それでは治療者は来談者を心地よくさせればいいのか?
これが最後の疑問である。治療が継続する大きな要因が、患者さんの居心地の良さであるとしたら、治療者はそれを提供することを第一に考えるべきであろうか? 私はそれを否定しないが、治療者が向かうべき問題はより大きなものである。それは来談者の人生の質(QOL)の向上に最善を尽くすことである。それがその時の来談者に安心感を提供したり、孤独を救うことを意味するのなら、それでいいのである。しかしその時に来談者が洞察を得ることが将来的なQOLの向上に役立つのであれば、それも大切なことである。(←提供モデルの基本理念である。) すると治療者がどのようなスキルや力を備えていることが、来談者のQOLの向上につながるのだろうか? おそらくそれは来談者の体験を的確に知る認知能力と共感能力、そして倫理観、愛他性ということになるだろうか。治療構造、精神分析の(相対的な意味での)基本原則はそれを最大限にするために用いるものである。
Fairbairn
It has not been
well recognized that Fairbairn’s theory of schizoid mechanism is practically
that of splitting and dissociation. Fairbairn says, ”… it may be added
that my own investigations of patients with hysterical symptoms leave me in no
doubt whatever that the dissociation phenomena of ‘hysteria’ involve a
split of the ego fundamentally identical with that which confers upon the term
‘schizoid’ its etymological significance”. (p. 92)(”Psychoanalytic Studies of the Personality”
Routledge, 1952 ) “So far as the manifestations of dual and multiple personality are
concerned, their essentially schizoid nature may be inferred from a
discreet study of the numerous cases described by Janet, William James,
and Morton Prince. … The personality of the hysteric invariably
contains a schizoid factor in greater or lesser
degree, however deeply this may be buried.(ibid, P5.)”
Although Fairbairn did not follow suit in
neglecting the notion of dissociation as many of his contemporary analysts, his
definition of schizoid phenomenon that he associated with dissociation is
unfortunately too ambiguous. He states that there are three features of
schizoid state, including omnipotence, isolation and detachment, and concern
for inner reality, which did not include any nuance of mental functions being
separated or “split” apart, as the original idea of dissociation and hypnoid
state connoted. Fairbairn might have observed this schizoid phenomenon in
various kinds of psychopathology, especially against the background of
Bleuler’s proposal of “schizophrenia”, which also appeared to have not only
psychotic features but also dissociative aspects. Although schizoid problem
became one of the main focuses of the British object relations theory, it grew
apart of the concept of dissociation. It was Guntrip who summarized the
“schizoid problem” in the chapter 6 of his book (Guntrip, 1971).
“As Winicott stated, if the care of
“good enough mother” was unavailable, a child splits off true, vulnerable self
underneath false self. “ “ If an external defense of cold and emotionless
intellectual person hides a vulnerable, greedy and fearful infantile self, it
would eventually appear in the world of dreams and fantasy".
Harry Guntrip (1971)
Psychoanalytic theory, therapy, and the self, Basic Books.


WORK REQUEST: Nothing in the records may be dropped or altered when you repeat them.

PROVIDED RECORDS:
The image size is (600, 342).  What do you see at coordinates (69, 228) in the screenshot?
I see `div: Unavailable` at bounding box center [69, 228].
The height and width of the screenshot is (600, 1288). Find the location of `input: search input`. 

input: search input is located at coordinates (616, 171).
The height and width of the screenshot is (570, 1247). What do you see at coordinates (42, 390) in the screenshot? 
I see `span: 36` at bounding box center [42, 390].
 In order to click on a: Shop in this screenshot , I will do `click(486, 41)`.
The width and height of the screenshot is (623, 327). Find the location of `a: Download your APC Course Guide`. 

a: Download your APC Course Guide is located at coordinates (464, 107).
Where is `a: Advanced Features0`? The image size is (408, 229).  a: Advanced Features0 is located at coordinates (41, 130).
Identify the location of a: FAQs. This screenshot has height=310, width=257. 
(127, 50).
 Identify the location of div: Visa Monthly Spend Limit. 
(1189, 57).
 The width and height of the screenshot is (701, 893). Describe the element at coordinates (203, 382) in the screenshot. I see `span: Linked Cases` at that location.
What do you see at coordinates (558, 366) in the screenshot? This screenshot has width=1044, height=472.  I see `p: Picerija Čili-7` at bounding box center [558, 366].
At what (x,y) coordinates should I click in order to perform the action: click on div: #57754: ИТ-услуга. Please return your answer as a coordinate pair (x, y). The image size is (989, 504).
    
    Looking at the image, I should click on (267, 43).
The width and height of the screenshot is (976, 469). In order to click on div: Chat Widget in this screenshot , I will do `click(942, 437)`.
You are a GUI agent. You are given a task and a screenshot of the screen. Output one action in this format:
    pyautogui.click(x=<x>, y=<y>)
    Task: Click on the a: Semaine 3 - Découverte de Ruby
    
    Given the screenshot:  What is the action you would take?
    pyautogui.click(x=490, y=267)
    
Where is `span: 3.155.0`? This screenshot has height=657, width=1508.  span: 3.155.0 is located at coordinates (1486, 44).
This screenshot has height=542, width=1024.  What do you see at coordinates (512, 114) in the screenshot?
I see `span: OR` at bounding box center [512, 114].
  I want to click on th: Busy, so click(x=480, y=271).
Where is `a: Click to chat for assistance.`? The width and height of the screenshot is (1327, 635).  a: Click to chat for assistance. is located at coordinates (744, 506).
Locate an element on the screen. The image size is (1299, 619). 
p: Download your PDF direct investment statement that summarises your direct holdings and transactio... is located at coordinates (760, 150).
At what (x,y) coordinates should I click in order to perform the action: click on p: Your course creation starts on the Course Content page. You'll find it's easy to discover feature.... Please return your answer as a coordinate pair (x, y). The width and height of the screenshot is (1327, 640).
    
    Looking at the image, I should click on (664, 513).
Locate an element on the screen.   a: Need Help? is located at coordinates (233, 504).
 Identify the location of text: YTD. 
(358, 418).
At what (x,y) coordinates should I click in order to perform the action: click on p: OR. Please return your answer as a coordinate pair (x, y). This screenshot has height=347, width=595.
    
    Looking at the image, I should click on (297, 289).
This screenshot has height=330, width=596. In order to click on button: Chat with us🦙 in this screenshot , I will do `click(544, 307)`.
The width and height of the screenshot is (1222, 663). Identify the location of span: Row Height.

OUTPUT:
The image size is (600, 342).  What do you see at coordinates (69, 228) in the screenshot?
I see `div: Unavailable` at bounding box center [69, 228].
The height and width of the screenshot is (600, 1288). Find the location of `input: search input`. 

input: search input is located at coordinates (616, 171).
The height and width of the screenshot is (570, 1247). What do you see at coordinates (42, 390) in the screenshot? 
I see `span: 36` at bounding box center [42, 390].
 In order to click on a: Shop in this screenshot , I will do `click(486, 41)`.
The width and height of the screenshot is (623, 327). Find the location of `a: Download your APC Course Guide`. 

a: Download your APC Course Guide is located at coordinates (464, 107).
Where is `a: Advanced Features0`? The image size is (408, 229).  a: Advanced Features0 is located at coordinates (41, 130).
Identify the location of a: FAQs. This screenshot has height=310, width=257. 
(127, 50).
 Identify the location of div: Visa Monthly Spend Limit. 
(1189, 57).
 The width and height of the screenshot is (701, 893). Describe the element at coordinates (203, 382) in the screenshot. I see `span: Linked Cases` at that location.
What do you see at coordinates (558, 366) in the screenshot? This screenshot has width=1044, height=472.  I see `p: Picerija Čili-7` at bounding box center [558, 366].
At what (x,y) coordinates should I click in order to perform the action: click on div: #57754: ИТ-услуга. Please return your answer as a coordinate pair (x, y). The image size is (989, 504).
    
    Looking at the image, I should click on (267, 43).
The width and height of the screenshot is (976, 469). In order to click on div: Chat Widget in this screenshot , I will do `click(942, 437)`.
You are a GUI agent. You are given a task and a screenshot of the screen. Output one action in this format:
    pyautogui.click(x=<x>, y=<y>)
    Task: Click on the a: Semaine 3 - Découverte de Ruby
    
    Given the screenshot:  What is the action you would take?
    pyautogui.click(x=490, y=267)
    
Where is `span: 3.155.0`? This screenshot has height=657, width=1508.  span: 3.155.0 is located at coordinates (1486, 44).
This screenshot has height=542, width=1024.  What do you see at coordinates (512, 114) in the screenshot?
I see `span: OR` at bounding box center [512, 114].
  I want to click on th: Busy, so click(x=480, y=271).
Where is `a: Click to chat for assistance.`? The width and height of the screenshot is (1327, 635).  a: Click to chat for assistance. is located at coordinates (744, 506).
Locate an element on the screen. The image size is (1299, 619). 
p: Download your PDF direct investment statement that summarises your direct holdings and transactio... is located at coordinates (760, 150).
At what (x,y) coordinates should I click in order to perform the action: click on p: Your course creation starts on the Course Content page. You'll find it's easy to discover feature.... Please return your answer as a coordinate pair (x, y). The width and height of the screenshot is (1327, 640).
    
    Looking at the image, I should click on (664, 513).
Locate an element on the screen.   a: Need Help? is located at coordinates (233, 504).
 Identify the location of text: YTD. 
(358, 418).
At what (x,y) coordinates should I click in order to perform the action: click on p: OR. Please return your answer as a coordinate pair (x, y). This screenshot has height=347, width=595.
    
    Looking at the image, I should click on (297, 289).
This screenshot has height=330, width=596. In order to click on button: Chat with us🦙 in this screenshot , I will do `click(544, 307)`.
The width and height of the screenshot is (1222, 663). Identify the location of span: Row Height.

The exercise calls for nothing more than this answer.